OF POLITICAL SCIENCE, THIS WORK IS INSCRIBED

BY HIS FRIEND

THE AUTHOR.

PREFACE TO THE SECOND EDITION.

THIS brief exposition of the law of nations was written for the purpose of supplying a practical want, which the author felt for a number of years, while engaged in teaching that science. The want was that of a compendious treatise, intended not for lawyers, nor for those who have the profession of law in view, but for young men, who are cultivating themselves by the study of historical and political science. The plan of the work shaped itself through its relations to those for whose use it was designed. While the state of the law of nations as it is was regarded as the chief point to be secured, it seemed almost equally important to compare the actual law with the standard of justice, and, by exhibiting the progress of the science in a historical way, to bring. it into connection with the advances of humanity and of civilization. The success of the work, of which the first edition, issued early in the summer of 1860, has been for some time exhausted, shows that a want has been met by it, if not satisfied.

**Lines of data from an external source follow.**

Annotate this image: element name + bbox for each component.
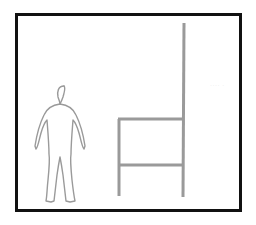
chair-back-post [183, 23, 184, 197]
human-figure [35, 86, 85, 202]
bleed-through-text: ···· · [210, 82, 225, 88]
chair [118, 23, 184, 197]
diagram-canvas [0, 0, 256, 225]
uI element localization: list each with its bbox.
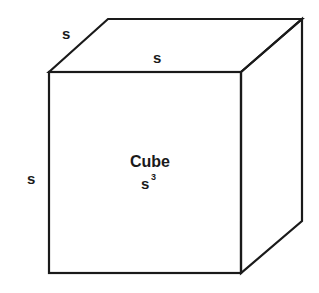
volume-formula-exponent: 3 bbox=[151, 172, 156, 182]
cube-diagram: s s s Cube s 3 bbox=[0, 0, 319, 293]
cube-top-face bbox=[49, 19, 302, 72]
edge-left-label: s bbox=[27, 170, 35, 187]
cube-right-face bbox=[241, 19, 302, 273]
volume-formula-base: s bbox=[141, 175, 149, 192]
edge-top-label: s bbox=[153, 49, 161, 66]
edge-depth-label: s bbox=[62, 25, 70, 42]
cube-front-face bbox=[49, 72, 241, 273]
cube-title-label: Cube bbox=[130, 153, 170, 170]
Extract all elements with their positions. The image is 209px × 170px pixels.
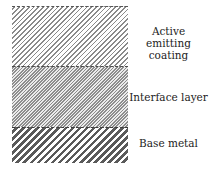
interface-layer <box>12 66 128 127</box>
base-metal-label: Base metal <box>128 137 209 149</box>
coating-label-line-2: coating <box>128 49 209 61</box>
layer-cross-section-diagram: Active emitting coating Interface layer … <box>0 0 209 170</box>
active-emitting-coating-layer <box>12 6 128 66</box>
coating-label: Active emitting coating <box>128 25 209 61</box>
interface-label-line-1: Interface layer <box>128 91 209 103</box>
coating-label-line-1: Active emitting <box>128 25 209 49</box>
base-metal-label-line-1: Base metal <box>128 137 209 149</box>
base-metal-layer <box>12 127 128 163</box>
interface-label: Interface layer <box>128 91 209 103</box>
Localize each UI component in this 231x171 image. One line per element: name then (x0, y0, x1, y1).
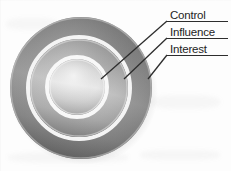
callout-rule-interest (167, 55, 228, 56)
callout-label-control: Control (170, 9, 206, 21)
callout-label-interest: Interest (170, 43, 207, 55)
concentric-circles-diagram: Control Influence Interest (0, 0, 231, 171)
leader-line-influence (124, 38, 167, 79)
leader-line-interest (148, 55, 167, 79)
callout-rule-control (167, 21, 228, 22)
callout-rule-influence (167, 38, 228, 39)
callout-label-influence: Influence (170, 26, 215, 38)
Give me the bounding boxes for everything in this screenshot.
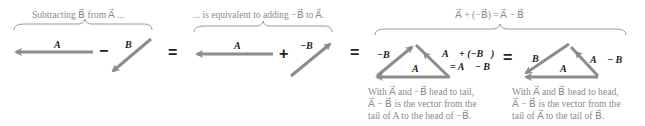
label-tri-neg-b: −B⃗ [377, 49, 398, 60]
label-tri2-diff: A⃗ − B⃗ [589, 54, 630, 65]
vector-subtraction-diagram: Subtracting B⃗ from A⃗ ... A⃗ − B⃗ = ...… [0, 0, 645, 126]
desc-3-line-3: tail of A to the head of −B⃗. [368, 109, 471, 121]
desc-3-line-2: A⃗ − B⃗ is the vector from the [368, 97, 477, 109]
label-a: A⃗ [53, 39, 68, 50]
equals-2: = [350, 44, 359, 61]
label-tri-sum-1: A⃗ + (−B⃗) [441, 48, 494, 60]
equals-3: = [503, 49, 512, 66]
brace-subtracting [14, 19, 152, 30]
desc-4-line-3: tail of A⃗ to the tail of B⃗. [512, 109, 604, 121]
minus-operator: − [99, 42, 108, 59]
plus-operator: + [279, 45, 288, 62]
desc-4-line-2: A⃗ − B⃗ is the vector from the [512, 97, 621, 109]
label-b: B⃗ [124, 39, 139, 50]
brace-identity [375, 24, 626, 35]
desc-4-line-1: With A⃗ and B⃗ head to head, [512, 85, 619, 97]
label-tri2-a: A⃗ [559, 63, 574, 74]
label-tri-a: A⃗ [411, 63, 426, 74]
brace-equivalent [194, 21, 332, 32]
label-tri-sum-2: = A⃗ − B⃗ [450, 61, 498, 72]
caption-equivalent: ... is equivalent to adding −B⃗ to A⃗. [193, 8, 325, 20]
label-neg-b: −B⃗ [300, 40, 321, 51]
caption-subtracting: Subtracting B⃗ from A⃗ ... [32, 8, 124, 20]
label-a-2: A⃗ [233, 40, 248, 51]
desc-3-line-1: With A⃗ and −B⃗ head to tail, [368, 85, 474, 97]
caption-identity: A⃗ + (−B⃗) = A⃗ − B⃗ [455, 8, 524, 21]
equals-1: = [168, 44, 177, 61]
label-tri2-b: B⃗ [531, 53, 546, 64]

In this second edition the author has done what he could, amid many labors, to purge the work from errors, to improve the arrangement, and to supply what was deficient. Meanwhile a war, as just and necessary as it is vast in its proportions, has burst upon the country, and has given rise to new questions touching neutral and belligerent rights, in discussing which, this nation, so tenacious, formerly, of the neutral ground, has seemed inclined to go over to the other position. Naturally, some of these points are looked at in the present edition of this work, with the feeling, it is hoped, that the law of nations must be represented as it is, and that no temporary bias can be permitted to exert any influence in the statement of any doctrine. May the war end speedily,—if possible, before these words shall appear in print, but not without the destruction of slavery, the union of the States on a basis of justice, and the observance of the rules of international law in the intercourse between all other nations and our republic! YALE COLLEGE, Jan. 1, 1864.